Keeping your dog at a lean, healthy body condition is one of the most strongly evidence-associated things you can do for their long-term health — and it costs nothing. Excess weight is linked to a range of health problems and adds strain to the joints. If you do one thing from DogHealthStack, make it this. As always, confirm your dog's ideal weight and any weight-loss plan with your veterinarian.
Step 1: Know the target
You can't manage what you can't measure. Ask your vet for your dog's ideal weight and body condition score (a 1–9 scale), and have them show you what it should feel like. The quick at-home test: you should be able to feel the ribs easily without pressing hard, see a waist from above, and see a tuck-up from the side.
Step 2: Measure every meal
Eyeballing portions is the number-one cause of slow, invisible weight gain. A scoop is not a measurement. Use a kitchen scale or at least a proper measuring cup, and feed the amount that matches your dog's ideal weight and activity — not their current weight if they're already heavy. Your vet can help you calculate it.
Step 3: Count the treats
Treats are the hidden calories that derail lean dogs. A good rule many vets suggest is keeping treats to a small share of daily calories. Practical moves:
- Use small, single-ingredient treats — or pieces of your dog's own kibble — for training.
- Subtract treat calories from the day's meals so the total stays on target.
- Swap some food rewards for play, praise, and attention.
- Make sure everyone in the household is counting — uncoordinated treating adds up fast.
Step 4: Track and adjust
Weigh your dog regularly (monthly is plenty for most) and log it. Re-check body condition by feel every week. If the trend is wrong, adjust portions in small steps and re-check — and if weight won't shift despite your efforts, talk to your vet, since some weight changes have medical causes.
If your dog needs to lose weight, it should come off gradually and under veterinary guidance — crash dieting is harmful. The goal isn't a number on a scale this week; it's a lean body condition maintained for years. That's what the research associates with healthier aging.
- What is my dog's ideal weight and body condition score?
- How many calories per day should my dog eat, including treats?
- If my dog needs to lose weight, how fast is safe?
- Could a medical issue be affecting my dog's weight?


▶ [WORK TO COMPLETE] Go through the records and set each one down exactly, skipping any picture.

[Stored data]

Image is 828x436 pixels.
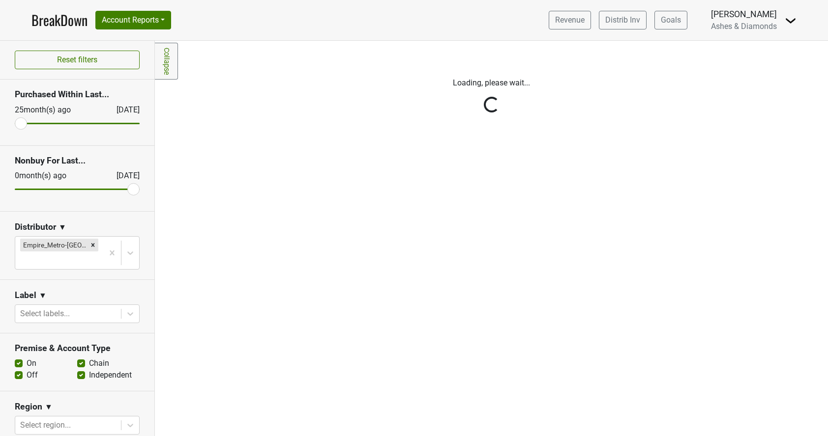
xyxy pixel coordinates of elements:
[654,11,687,29] a: Goals
[599,11,646,29] a: Distrib Inv
[711,8,777,21] div: [PERSON_NAME]
[784,15,796,27] img: Dropdown Menu
[219,77,764,89] p: Loading, please wait...
[549,11,591,29] a: Revenue
[31,10,87,30] a: BreakDown
[95,11,171,29] button: Account Reports
[155,43,178,80] a: Collapse
[711,22,777,31] span: Ashes & Diamonds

▶ [TASK OUTPUT]
Image is 828x436 pixels.
xyxy pixel coordinates of elements:
[654,11,687,29] a: Goals
[599,11,646,29] a: Distrib Inv
[711,8,777,21] div: [PERSON_NAME]
[784,15,796,27] img: Dropdown Menu
[219,77,764,89] p: Loading, please wait...
[549,11,591,29] a: Revenue
[31,10,87,30] a: BreakDown
[95,11,171,29] button: Account Reports
[155,43,178,80] a: Collapse
[711,22,777,31] span: Ashes & Diamonds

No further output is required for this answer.